Madrid - The Spanish government Tuesday dismissed the possibility of new peace talks with the armed Basque separatist group ETA after it said its ceasefire remained in force despite claiming responsibility for a recent car bombing at Madrid airport.
Interior Minister Alfredo Perez Rubalcaba said he did not think it would be possible to relaunch the peace talks cut off by the government after the Madrid bombing killed two people on December 30.
ETA 'only has one road left,' that of 'ending violence,' Rubalcaba added.
ETA sent a communique to the Basque newspaper Gara, accusing 'obstacles' created by the government for the difficulties of the peace process.
It said the government had not honoured its pledges and vowed to respond to 'aggressions against the Basque Country.'
ETA said it had not intended to harm anyone with the car bomb planted at a Madrid airport parking lot, which killed two Ecuadorians and injured 26 other people.
The group said it had made three warning calls to allow police to evacuate the airport.
ETA requested a 'political agreement' on the rights of the Basque region as a way out of the 38-year conflict that has claimed more than 800 lives.
The Madrid attack prompted the government to break off a six-month incipient peace process, saying talks were irremediably over.
The conservative opposition has expressed the suspicion that the government has not definitively ended the peace process, but may want to relaunch it in secret.
ETA's political wing Batasuna had accused the government of hampering the peace process by continuing the arrests and trials of separatists. The government also refuses to discuss ETA's demand of a referendum on a sovereign Basque state.
On Monday, Batasuna had called on ETA to maintain the 'permanent' ceasefire it declared on March 22.
Batasuna denied having planned its comments in cooperation with anyone, but analysts thought it possible they had been agreed with ETA to pave the way for Tuesday's announcement.
French police meanwhile captured two ETA activists suspected of links with the Madrid bombing. The arrests were made in coordination with Spanish police.
Asier Larrinaga Rodriguez and Garikoitz Etxebarria Goikotxea were detained when walking in the centre of Ascain in southern France.

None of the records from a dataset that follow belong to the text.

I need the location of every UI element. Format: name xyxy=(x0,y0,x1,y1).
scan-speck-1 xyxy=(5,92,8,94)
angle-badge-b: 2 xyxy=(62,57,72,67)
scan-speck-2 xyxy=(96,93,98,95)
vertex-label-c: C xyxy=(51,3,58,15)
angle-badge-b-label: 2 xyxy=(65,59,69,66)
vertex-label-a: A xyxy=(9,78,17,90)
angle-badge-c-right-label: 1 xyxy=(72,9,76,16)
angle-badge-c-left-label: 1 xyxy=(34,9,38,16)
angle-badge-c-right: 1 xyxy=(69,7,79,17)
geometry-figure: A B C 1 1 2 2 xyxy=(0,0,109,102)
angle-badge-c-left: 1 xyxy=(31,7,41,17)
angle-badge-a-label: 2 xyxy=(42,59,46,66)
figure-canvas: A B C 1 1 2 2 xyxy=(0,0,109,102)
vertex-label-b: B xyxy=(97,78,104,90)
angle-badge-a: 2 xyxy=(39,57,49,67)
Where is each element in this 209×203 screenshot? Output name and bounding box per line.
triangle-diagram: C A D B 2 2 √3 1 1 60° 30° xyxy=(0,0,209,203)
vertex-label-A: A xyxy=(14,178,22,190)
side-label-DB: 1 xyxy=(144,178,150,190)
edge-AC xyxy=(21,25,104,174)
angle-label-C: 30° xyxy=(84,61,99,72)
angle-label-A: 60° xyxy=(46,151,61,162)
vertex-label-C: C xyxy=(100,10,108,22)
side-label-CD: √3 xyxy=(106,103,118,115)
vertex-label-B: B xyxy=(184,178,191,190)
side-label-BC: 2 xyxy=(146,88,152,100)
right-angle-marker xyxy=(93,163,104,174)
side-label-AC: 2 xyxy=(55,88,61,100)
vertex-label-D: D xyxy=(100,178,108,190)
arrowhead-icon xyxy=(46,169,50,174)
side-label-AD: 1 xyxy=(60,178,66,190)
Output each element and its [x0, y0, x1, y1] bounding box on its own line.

A pistol was confiscated from the men, who did not resist arrest.
Police were searching for two other suspects.
Rubalcaba said Larrinaga and Etxebarria had been involved with explosives discovered in the Basque region before and after the Madrid attack.
Police thought it possible the explosives had been handled by the same cell that staged the bombing.

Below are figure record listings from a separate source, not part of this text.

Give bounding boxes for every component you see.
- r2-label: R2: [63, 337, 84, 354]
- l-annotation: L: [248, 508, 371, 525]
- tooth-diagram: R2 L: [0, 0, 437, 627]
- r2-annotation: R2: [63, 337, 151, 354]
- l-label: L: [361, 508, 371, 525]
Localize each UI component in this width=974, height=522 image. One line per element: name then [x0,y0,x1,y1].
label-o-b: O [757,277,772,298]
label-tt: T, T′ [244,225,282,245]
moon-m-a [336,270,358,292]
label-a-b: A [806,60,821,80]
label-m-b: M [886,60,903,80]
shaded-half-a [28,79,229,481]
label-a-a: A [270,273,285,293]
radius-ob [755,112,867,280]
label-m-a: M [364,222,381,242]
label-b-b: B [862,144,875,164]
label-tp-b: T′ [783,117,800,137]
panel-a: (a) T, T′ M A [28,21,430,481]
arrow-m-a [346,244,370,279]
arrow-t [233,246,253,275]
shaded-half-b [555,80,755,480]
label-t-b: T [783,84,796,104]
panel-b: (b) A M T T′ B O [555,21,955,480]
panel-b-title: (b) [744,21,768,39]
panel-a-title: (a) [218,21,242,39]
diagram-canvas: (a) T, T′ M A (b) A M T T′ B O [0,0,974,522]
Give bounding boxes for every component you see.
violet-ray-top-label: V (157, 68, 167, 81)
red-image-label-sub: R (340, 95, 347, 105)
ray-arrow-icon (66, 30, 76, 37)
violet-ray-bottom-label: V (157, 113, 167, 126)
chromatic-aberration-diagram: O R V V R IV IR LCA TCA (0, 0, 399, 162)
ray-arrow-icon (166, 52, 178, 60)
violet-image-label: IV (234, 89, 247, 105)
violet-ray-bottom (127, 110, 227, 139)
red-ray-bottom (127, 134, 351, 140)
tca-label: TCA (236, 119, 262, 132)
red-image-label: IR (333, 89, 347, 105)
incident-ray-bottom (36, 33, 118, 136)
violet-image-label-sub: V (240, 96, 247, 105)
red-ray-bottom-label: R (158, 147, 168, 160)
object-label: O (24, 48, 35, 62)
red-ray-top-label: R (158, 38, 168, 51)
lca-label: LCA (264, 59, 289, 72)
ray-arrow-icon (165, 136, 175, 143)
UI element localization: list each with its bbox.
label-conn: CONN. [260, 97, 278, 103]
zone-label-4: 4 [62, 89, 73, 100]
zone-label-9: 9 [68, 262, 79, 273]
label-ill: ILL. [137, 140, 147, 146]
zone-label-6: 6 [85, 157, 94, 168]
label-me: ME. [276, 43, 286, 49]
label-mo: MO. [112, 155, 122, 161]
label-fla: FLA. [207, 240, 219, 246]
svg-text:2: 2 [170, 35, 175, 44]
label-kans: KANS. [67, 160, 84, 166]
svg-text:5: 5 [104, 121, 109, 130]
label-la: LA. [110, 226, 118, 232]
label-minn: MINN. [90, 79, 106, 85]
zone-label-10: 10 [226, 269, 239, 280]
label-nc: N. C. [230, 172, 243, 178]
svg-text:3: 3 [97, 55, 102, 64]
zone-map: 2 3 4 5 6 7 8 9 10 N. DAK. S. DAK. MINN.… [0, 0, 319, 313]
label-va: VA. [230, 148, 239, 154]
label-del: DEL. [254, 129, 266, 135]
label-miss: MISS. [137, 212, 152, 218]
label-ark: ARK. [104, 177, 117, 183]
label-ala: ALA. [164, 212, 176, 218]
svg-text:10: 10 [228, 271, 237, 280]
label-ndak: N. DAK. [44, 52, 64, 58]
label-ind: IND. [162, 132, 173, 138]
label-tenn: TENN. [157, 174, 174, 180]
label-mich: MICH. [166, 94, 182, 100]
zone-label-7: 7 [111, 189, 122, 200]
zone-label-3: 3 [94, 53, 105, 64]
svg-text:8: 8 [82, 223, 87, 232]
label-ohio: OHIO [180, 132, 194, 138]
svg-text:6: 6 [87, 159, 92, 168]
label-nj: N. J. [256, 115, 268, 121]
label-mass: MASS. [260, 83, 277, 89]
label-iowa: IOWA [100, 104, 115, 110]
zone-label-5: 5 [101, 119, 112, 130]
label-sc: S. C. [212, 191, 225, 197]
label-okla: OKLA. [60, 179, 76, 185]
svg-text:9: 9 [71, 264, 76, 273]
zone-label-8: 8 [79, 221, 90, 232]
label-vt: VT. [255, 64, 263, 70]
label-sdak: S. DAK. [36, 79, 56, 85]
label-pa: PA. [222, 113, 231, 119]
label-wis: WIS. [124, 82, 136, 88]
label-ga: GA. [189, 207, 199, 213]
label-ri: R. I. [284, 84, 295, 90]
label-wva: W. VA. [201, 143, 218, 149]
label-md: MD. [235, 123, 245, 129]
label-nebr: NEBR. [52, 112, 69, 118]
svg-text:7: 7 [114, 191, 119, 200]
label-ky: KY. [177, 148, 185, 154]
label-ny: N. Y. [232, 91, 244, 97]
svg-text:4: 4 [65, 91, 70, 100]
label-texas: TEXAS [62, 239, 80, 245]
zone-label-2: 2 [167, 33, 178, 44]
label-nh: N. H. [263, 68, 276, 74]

Larrinaga probably fled to France after the discovery of an explosives cache in Amorebieta on December 23, police sources were quoted as saying.
He was thought to have left behind 180 kilos of explosives in Atxondo, where they were found after the Madrid attack.

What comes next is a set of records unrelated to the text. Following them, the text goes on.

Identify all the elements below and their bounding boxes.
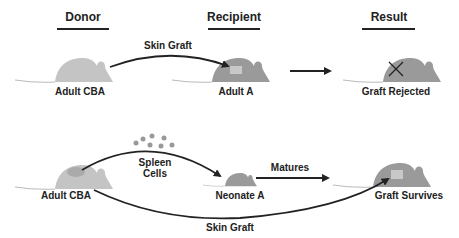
- skin-graft-arrow-row1: [110, 56, 228, 67]
- label-skin-graft-row2: Skin Graft: [206, 222, 254, 233]
- label-result-row1: Graft Rejected: [362, 86, 430, 97]
- spleen-icon: [67, 167, 85, 177]
- donor-mouse-row2: [15, 165, 113, 189]
- graft-patch-row2: [391, 170, 403, 179]
- graft-patch-row1: [230, 66, 242, 74]
- header-result-underline: [362, 28, 415, 30]
- header-recipient-underline: [208, 28, 260, 30]
- recipient-mouse-row1: [172, 58, 270, 82]
- diagram-canvas: [0, 0, 459, 238]
- label-donor-row2: Adult CBA: [41, 190, 91, 201]
- label-skin-graft-row1: Skin Graft: [144, 40, 192, 51]
- label-spleen-line1: Spleen: [139, 157, 172, 168]
- header-result: Result: [371, 10, 408, 24]
- label-result-row2: Graft Survives: [375, 190, 443, 201]
- label-neonate-row2: Neonate A: [215, 190, 264, 201]
- neonate-mouse-row2: [203, 173, 257, 186]
- header-recipient: Recipient: [207, 10, 261, 24]
- header-donor: Donor: [65, 10, 100, 24]
- result-mouse-row1: [343, 58, 441, 82]
- label-donor-row1: Adult CBA: [55, 86, 105, 97]
- header-donor-underline: [57, 28, 109, 30]
- label-spleen-line2: Cells: [143, 168, 167, 179]
- label-matures: Matures: [271, 162, 309, 173]
- label-recipient-row1: Adult A: [218, 86, 253, 97]
- donor-mouse-row1: [15, 58, 113, 82]
- spleen-cells-icon: [134, 134, 175, 149]
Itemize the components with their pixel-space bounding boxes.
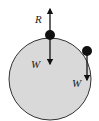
label-reaction-top: R <box>34 13 42 25</box>
free-body-diagram: R W W <box>0 0 99 121</box>
ball-side <box>82 46 92 56</box>
label-weight-top: W <box>31 58 41 70</box>
ball-top <box>45 30 55 40</box>
label-weight-side: W <box>72 77 82 89</box>
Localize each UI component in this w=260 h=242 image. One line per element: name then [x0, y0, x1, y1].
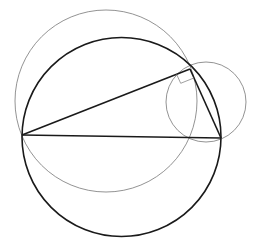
- side-ac: [22, 69, 190, 135]
- side-cb: [190, 69, 221, 138]
- large-thin-circle: [15, 10, 197, 192]
- side-ab: [22, 135, 221, 138]
- right-angle-mark: [177, 74, 195, 83]
- geometry-diagram: [0, 0, 260, 242]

Rubalcaba meanwhile launched a round of talks with parliamentary parties in an attempt to rally them behind the government after the end of the peace process.
The minister started the round with a meeting with Eduardo Zaplana of the conservative People's Party (PP), whose leader Mariano Rajoy had failed to find common ground with Socialist Prime Minister Jose Luis Rodriguez Zapatero on Monday.
Rajoy urged the Socialists to resume a hard line against ETA and to renew their 2000 anti-terrorism pact with the PP. Zaplana said Tuesday 'anyone who likes' could join the pact, which the government wants to widen to other parties.
Rubalcaba said he wanted the 'widest possible' agreement, but admitted that would be difficult to achieve rapidly.
Zapatero was expected to inform parliament about his anti- terrorism policy in a special session next Monday.